Oh it's definitely not Topton-specific, they all do the same thing trying to let the window expire. Same with the confirm delivery thing where any vendor will try to get you to confirm delivery before doing anything else. A lot of white label ODMs really don't have much to gain from supporting individual customers since the market is so extremely large and highly unlikely to have any sales impact from not supporting anything/anyone.
For this very reason, if you do commercial installations without a local distributor, order spares for everything. It'll still be cheaper and more versatile in many cases, and when the contract allows it's also a much better result for all parties involved vs. some low-end cisco/otherbrand offering.
Normally all of this would be handled by the locally responsible distribution party and because they may only have a potential market of a couple of tens of millions of customers they really do have to work a bit harder and comply with local laws to deliver a product that works. But in China, your market is both locally a quarter of a billion of potential customers and then there's the neighbours that might not have that much of a high bar to set (mass markets like India have a ton of potential customers) that add on top of that. In a nutshell: when you are volume-based and your volume is one or two orders of magnitude bigger than the competition you really can ignore your individual customers. Especially when no consumer protections apply.
Back to the topic at hand: if AliExpress can do their whole dance around the dispute window but allow you do file one, you are likely going to have to ship it back because that's what the 'manager' sometimes feels like, regardless of what the ODM wanted. This isn't a big deal, but sending stuff take forever if EMS is going to handle it. With Qotom I always use DHL because it's simply not worth the wait to use some slow delivery service. With KSGER (different products) it matters a bit less and I often do take the cheapest option because for me, it's also just cheap volume that matters, and getting 20% DoA really doesn't matter if you simply order twice as much as you might need.
This is also reflected in their weird UEFI setup, they just get the default bare-minimum Aptio/AMI/Whatever IBV toolkit, make it work "just enough" and leave everything else on 'enabled' just in case something might ask for it in the future, even if it doesn't do anything. Technically, they are not wrong to do so, locking down and smoothing over the firmware really doesn't make the product better considering they are industrial use cases and besides signage, networking and data aggregation (the models with 6 COM ports) they really don't target other uses. Some vendors default to "no video" and "boot on power" because they know that 99% of the time the units will run headless and this gets them closer to mimic name brand devices that are ten times as expensive without doing the work. Downside is that you get a lot of people complaining that the device is DoA because the HDMI port doesn't work, and only if it happens a lot they'll modify the defaults and publish a BIOS update in some obscure place with a download speed that reminds you of 1995.
But even with all of those drawbacks, if you just order a handful of units, or if you build your own process around it and bulk-order them, it's still a very good choice. When you are in between those points (one or two crates of units, with perhaps some config variations as well) the overhead of getting it to work the way you want it in a repeatable way is going to be a pain in the ass and then going back to your classic HP/Dell/Lenovo vendor might be the way to go. And then there's the contractual obligations if you do them commercially where it might not be an option, and beyond that there's hyperscalers and they just order from Foxconn and Quanta directly and just spec out everything from components selection to QA criteria and deadline/DoA/QA penalties.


Aim of the exercise
Among these records, which lines include "page"? Copy them out.

Data entries for graphics:
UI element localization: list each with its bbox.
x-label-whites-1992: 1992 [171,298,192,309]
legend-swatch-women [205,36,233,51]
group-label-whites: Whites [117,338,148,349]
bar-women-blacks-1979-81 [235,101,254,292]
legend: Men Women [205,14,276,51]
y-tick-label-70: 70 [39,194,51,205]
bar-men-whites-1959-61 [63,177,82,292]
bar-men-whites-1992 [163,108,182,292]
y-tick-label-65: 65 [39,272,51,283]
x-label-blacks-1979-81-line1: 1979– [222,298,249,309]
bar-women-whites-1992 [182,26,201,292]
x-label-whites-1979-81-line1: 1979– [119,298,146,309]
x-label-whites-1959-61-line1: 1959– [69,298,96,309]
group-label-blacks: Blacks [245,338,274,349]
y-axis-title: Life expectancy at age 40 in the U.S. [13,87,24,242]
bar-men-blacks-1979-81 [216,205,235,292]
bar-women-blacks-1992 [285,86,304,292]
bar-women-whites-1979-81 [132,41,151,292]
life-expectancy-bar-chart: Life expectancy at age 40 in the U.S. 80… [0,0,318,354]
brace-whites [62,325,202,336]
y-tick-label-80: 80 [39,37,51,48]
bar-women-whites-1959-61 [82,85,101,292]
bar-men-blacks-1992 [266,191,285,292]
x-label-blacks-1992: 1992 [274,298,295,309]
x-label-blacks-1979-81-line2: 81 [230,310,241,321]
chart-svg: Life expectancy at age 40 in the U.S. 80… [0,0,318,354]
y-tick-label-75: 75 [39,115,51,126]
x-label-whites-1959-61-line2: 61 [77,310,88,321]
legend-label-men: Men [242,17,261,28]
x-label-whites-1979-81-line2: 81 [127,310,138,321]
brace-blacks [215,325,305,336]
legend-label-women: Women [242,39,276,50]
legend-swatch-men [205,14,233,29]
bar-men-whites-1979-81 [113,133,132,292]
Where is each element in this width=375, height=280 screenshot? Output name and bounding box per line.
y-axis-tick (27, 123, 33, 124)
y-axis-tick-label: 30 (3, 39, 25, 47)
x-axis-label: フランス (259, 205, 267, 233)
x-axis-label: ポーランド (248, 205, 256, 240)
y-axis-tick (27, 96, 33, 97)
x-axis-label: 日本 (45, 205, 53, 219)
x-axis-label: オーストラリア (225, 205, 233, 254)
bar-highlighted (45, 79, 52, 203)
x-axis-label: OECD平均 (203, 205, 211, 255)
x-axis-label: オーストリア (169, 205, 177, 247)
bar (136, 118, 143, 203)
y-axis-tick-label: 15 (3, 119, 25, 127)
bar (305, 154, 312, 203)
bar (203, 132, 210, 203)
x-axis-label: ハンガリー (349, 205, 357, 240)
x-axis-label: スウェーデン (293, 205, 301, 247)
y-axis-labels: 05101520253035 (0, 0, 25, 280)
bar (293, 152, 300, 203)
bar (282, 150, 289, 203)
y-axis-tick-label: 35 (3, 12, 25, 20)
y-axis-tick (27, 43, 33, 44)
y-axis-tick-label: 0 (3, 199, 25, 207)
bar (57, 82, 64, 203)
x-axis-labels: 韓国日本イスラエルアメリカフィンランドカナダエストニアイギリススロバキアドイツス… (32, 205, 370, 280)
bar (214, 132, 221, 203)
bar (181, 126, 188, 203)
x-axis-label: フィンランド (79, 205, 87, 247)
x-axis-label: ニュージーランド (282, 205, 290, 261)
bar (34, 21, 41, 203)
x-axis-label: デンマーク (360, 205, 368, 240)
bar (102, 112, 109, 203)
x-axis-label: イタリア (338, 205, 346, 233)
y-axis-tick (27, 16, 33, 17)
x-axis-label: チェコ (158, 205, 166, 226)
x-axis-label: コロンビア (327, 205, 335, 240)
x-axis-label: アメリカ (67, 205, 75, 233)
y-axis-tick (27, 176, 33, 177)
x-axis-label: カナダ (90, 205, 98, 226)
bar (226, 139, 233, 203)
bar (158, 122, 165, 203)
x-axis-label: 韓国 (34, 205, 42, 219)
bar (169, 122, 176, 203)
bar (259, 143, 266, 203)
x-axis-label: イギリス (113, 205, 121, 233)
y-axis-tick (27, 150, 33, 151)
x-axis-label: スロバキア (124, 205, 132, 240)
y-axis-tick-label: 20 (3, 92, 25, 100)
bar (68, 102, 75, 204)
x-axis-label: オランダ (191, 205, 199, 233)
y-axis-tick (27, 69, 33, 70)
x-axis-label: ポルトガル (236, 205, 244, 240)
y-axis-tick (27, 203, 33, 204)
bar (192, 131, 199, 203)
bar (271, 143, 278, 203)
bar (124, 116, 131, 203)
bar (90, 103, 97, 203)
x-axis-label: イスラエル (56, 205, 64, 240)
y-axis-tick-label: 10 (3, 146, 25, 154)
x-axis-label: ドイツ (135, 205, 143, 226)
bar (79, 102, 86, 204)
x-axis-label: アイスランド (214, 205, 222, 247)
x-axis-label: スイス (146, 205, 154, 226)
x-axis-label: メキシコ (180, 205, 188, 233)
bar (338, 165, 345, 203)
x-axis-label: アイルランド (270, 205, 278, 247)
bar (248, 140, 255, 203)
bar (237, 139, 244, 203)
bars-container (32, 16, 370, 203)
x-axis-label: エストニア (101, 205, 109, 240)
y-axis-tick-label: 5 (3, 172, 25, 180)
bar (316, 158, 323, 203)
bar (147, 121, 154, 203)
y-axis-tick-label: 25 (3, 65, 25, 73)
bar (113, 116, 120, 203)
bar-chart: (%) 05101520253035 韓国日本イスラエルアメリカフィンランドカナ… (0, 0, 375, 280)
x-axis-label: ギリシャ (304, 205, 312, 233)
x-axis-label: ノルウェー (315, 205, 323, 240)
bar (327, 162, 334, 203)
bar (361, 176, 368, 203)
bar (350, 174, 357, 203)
==
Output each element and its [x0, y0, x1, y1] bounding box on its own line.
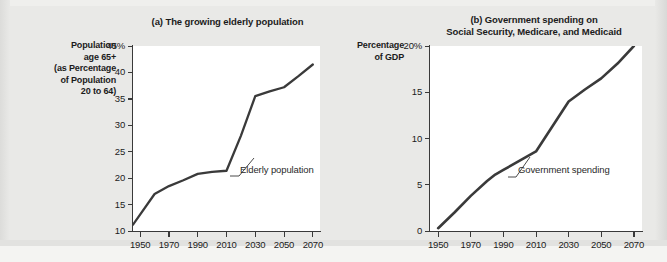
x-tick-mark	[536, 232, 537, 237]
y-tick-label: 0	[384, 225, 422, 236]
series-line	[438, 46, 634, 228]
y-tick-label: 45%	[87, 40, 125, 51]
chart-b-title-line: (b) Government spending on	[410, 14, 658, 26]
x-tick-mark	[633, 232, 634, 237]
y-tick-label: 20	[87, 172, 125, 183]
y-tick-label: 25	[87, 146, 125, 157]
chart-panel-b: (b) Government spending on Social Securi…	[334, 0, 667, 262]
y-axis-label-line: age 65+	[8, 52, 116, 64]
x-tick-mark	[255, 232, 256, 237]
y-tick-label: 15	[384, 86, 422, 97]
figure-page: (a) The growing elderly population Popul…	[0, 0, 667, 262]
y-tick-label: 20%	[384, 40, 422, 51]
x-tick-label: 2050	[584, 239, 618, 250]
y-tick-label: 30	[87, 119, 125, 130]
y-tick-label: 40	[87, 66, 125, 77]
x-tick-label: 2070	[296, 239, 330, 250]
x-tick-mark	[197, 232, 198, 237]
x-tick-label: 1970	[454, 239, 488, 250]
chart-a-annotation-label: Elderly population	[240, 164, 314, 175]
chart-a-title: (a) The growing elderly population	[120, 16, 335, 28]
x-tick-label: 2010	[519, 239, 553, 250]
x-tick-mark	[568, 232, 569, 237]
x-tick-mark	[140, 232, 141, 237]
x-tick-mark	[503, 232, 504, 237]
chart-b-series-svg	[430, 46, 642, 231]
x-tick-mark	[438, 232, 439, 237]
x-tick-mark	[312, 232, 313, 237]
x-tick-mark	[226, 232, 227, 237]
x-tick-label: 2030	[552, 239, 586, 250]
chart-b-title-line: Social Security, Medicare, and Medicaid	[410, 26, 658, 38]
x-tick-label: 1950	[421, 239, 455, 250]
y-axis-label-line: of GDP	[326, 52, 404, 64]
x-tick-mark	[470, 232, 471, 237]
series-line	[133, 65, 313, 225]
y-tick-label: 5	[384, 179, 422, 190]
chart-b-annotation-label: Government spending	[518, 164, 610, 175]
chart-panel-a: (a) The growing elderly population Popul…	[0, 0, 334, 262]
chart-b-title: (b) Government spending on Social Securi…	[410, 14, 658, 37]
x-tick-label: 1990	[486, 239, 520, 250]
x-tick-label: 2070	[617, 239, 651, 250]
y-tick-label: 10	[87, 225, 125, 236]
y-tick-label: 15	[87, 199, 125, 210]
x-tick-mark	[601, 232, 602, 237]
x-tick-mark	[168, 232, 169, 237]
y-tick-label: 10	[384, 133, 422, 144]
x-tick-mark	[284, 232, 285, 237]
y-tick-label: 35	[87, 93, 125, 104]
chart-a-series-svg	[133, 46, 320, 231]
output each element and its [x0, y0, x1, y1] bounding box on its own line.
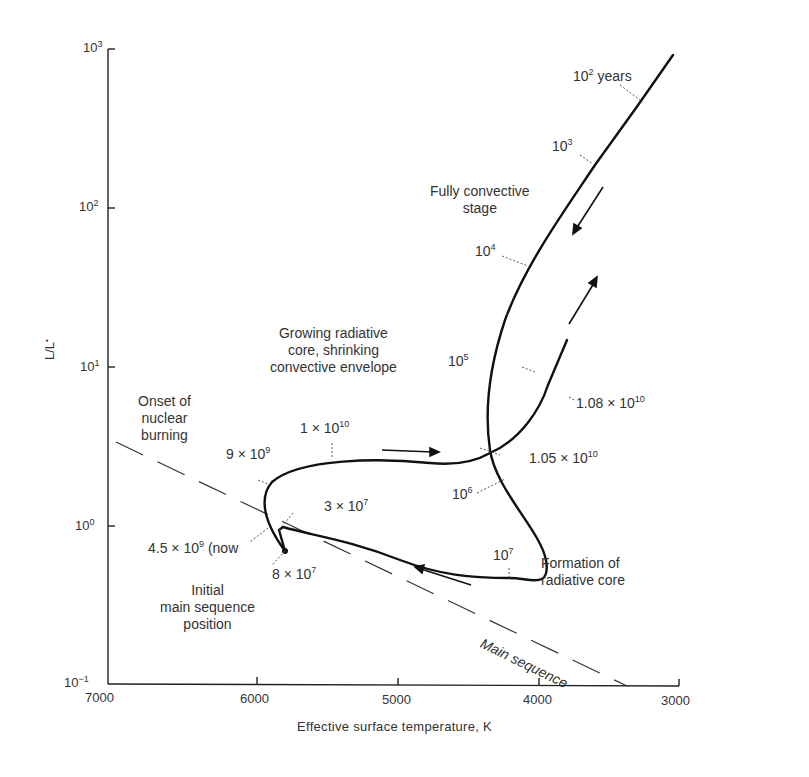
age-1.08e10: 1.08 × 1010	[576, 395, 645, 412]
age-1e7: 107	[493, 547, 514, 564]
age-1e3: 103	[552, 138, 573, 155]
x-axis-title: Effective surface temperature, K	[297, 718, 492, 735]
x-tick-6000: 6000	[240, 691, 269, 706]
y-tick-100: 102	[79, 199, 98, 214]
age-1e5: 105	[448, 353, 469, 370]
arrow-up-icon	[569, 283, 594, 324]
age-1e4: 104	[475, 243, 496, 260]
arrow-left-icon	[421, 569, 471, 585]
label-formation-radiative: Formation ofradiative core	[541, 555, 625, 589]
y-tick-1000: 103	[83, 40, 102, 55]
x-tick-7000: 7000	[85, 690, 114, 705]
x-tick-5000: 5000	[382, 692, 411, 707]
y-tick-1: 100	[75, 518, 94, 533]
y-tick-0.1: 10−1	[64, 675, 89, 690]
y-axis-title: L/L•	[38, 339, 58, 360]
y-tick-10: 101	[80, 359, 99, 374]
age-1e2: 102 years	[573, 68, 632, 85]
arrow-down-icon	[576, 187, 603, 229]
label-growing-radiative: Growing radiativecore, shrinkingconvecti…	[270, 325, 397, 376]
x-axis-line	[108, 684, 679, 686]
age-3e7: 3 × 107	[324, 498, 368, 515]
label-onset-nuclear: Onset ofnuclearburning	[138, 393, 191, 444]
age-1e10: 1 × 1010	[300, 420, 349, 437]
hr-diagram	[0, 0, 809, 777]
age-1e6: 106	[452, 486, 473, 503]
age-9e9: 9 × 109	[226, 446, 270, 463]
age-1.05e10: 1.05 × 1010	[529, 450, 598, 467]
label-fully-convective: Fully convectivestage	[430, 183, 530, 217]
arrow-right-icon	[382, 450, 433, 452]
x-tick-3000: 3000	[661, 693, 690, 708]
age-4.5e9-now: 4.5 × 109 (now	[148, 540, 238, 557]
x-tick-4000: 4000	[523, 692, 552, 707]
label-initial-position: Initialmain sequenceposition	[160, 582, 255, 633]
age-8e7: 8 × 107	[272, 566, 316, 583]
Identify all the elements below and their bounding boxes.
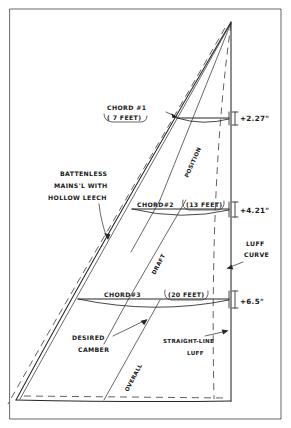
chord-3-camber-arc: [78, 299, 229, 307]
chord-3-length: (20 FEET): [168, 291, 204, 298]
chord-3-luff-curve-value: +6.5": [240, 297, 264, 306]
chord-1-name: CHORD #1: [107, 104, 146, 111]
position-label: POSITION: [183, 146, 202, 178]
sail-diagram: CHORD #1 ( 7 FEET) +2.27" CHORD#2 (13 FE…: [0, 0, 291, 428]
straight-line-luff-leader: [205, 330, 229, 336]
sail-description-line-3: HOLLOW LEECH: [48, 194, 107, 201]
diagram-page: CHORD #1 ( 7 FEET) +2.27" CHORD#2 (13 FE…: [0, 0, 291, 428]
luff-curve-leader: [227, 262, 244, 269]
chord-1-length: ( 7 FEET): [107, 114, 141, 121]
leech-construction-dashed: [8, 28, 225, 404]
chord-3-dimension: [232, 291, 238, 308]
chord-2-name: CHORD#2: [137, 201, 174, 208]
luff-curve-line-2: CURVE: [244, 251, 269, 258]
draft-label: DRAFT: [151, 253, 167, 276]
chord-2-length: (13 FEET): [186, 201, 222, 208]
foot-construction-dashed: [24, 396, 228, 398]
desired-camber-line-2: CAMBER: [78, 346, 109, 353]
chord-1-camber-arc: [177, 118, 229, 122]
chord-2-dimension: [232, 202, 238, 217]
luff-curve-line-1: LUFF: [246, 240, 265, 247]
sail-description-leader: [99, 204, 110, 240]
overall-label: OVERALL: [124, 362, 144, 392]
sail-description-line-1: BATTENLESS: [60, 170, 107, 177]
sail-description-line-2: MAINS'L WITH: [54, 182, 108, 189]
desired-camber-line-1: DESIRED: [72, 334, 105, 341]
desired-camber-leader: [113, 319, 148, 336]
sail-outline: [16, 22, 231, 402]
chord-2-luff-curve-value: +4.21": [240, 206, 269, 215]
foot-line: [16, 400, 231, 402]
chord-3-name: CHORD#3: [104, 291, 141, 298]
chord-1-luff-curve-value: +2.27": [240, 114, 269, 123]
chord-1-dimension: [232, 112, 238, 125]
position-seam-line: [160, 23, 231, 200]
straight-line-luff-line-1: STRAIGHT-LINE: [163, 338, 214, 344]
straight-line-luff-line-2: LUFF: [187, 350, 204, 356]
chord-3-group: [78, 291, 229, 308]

Task output
figure-page: (a) The growing elderly population Popul…	[0, 0, 667, 262]
diagram-page: CHORD #1 ( 7 FEET) +2.27" CHORD#2 (13 FE…: [0, 0, 291, 428]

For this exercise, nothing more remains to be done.